Pedestrian, bicycle traffic grows on Flushing Avenue

Brooklyn’s Flushing Avenue is seeing continued growth in pedestrian and bicycle traffic as the partially-constructed 14-mile Brooklyn Waterfront Greenway continues to gain in popularity and use.

According to a commuter-count taken by the Brooklyn Greenway Initiative (BGI) and nonprofit advocacy group Right of Way on June 20, 2014, 2,966 bicyclists and 1,030 pedestrians traveled along Flushing Avenue, which encompasses the southern border of the Brooklyn Navy Yard. This accounted for 25 percent of overall traffic that day.

The new numbers follow a 2010 installation of bike lanes, including protected bike lanes, on the avenue and nearby Williamsburg Street West, which connects Kent and Flushing Avenues.

“Each time new improvements like this occur and new connections are made, we see a jump in Greenway user volumes,” said Milton Puryear, co-founder of BGI. “We anticipate another big jump when the Flushing Avenue capital project is completed.”

That project is a “Class 1” portion of the Greenway that will bring green landscaping and foot/bicycle traffic to the entire length of the Navy Yard.

The Brooklyn Waterfront Greenway and its advocates in the BGI have come a long way since the first public workshops in 2004, with portions of the 14-mile route stretching from Pulaski Bridge in Greenpoint down to Owls Head Park on the border of Sunset Park and Bay Ridge now complete and others in various stages of construction.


• _EXERCISE BRIEF_
Restate the listing below word for word. No picture belongs in the result.
• • •
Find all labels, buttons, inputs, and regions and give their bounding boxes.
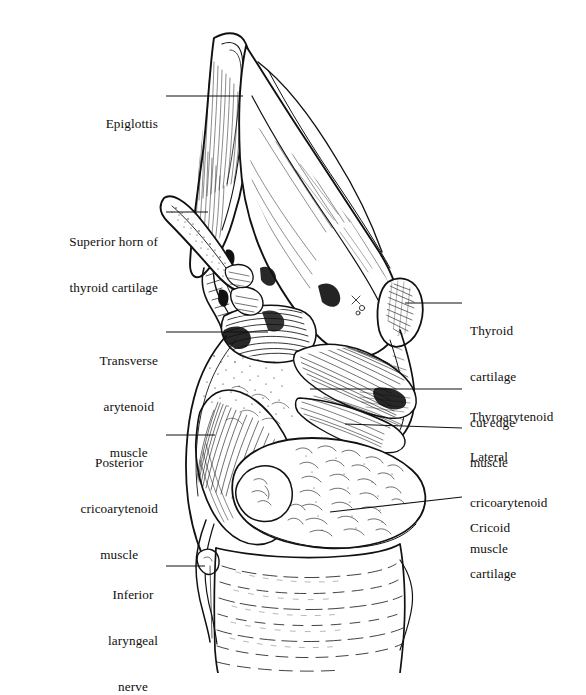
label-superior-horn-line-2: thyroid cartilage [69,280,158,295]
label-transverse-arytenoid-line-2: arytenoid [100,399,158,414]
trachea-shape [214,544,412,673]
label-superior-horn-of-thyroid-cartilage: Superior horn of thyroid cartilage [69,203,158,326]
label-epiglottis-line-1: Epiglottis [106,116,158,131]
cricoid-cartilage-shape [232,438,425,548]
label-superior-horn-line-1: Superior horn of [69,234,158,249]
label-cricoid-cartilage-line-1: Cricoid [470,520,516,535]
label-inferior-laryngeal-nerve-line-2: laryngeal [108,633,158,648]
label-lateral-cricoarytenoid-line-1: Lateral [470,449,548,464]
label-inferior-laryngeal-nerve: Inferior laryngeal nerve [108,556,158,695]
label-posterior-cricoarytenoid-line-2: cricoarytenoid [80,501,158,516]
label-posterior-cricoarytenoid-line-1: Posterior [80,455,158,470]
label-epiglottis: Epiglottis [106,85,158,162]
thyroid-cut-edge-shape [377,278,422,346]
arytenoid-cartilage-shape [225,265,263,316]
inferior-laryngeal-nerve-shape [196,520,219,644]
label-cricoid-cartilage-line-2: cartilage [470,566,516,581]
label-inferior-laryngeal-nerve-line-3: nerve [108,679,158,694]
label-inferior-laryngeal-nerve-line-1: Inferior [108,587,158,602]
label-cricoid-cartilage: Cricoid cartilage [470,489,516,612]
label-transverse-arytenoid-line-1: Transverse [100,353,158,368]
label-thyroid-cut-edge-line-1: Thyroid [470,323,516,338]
• • •
• _OUTPUT_
Find all labels, buttons, inputs, and regions and give their bounding boxes.
label-superior-horn-line-2: thyroid cartilage [69,280,158,295]
label-transverse-arytenoid-line-2: arytenoid [100,399,158,414]
trachea-shape [214,544,412,673]
label-superior-horn-of-thyroid-cartilage: Superior horn of thyroid cartilage [69,203,158,326]
label-epiglottis-line-1: Epiglottis [106,116,158,131]
cricoid-cartilage-shape [232,438,425,548]
label-superior-horn-line-1: Superior horn of [69,234,158,249]
label-cricoid-cartilage-line-1: Cricoid [470,520,516,535]
label-inferior-laryngeal-nerve-line-2: laryngeal [108,633,158,648]
label-lateral-cricoarytenoid-line-1: Lateral [470,449,548,464]
label-inferior-laryngeal-nerve: Inferior laryngeal nerve [108,556,158,695]
label-posterior-cricoarytenoid-line-2: cricoarytenoid [80,501,158,516]
label-posterior-cricoarytenoid-line-1: Posterior [80,455,158,470]
label-epiglottis: Epiglottis [106,85,158,162]
thyroid-cut-edge-shape [377,278,422,346]
arytenoid-cartilage-shape [225,265,263,316]
inferior-laryngeal-nerve-shape [196,520,219,644]
label-cricoid-cartilage-line-2: cartilage [470,566,516,581]
label-inferior-laryngeal-nerve-line-3: nerve [108,679,158,694]
label-inferior-laryngeal-nerve-line-1: Inferior [108,587,158,602]
label-cricoid-cartilage: Cricoid cartilage [470,489,516,612]
label-transverse-arytenoid-line-1: Transverse [100,353,158,368]
label-thyroid-cut-edge-line-1: Thyroid [470,323,516,338]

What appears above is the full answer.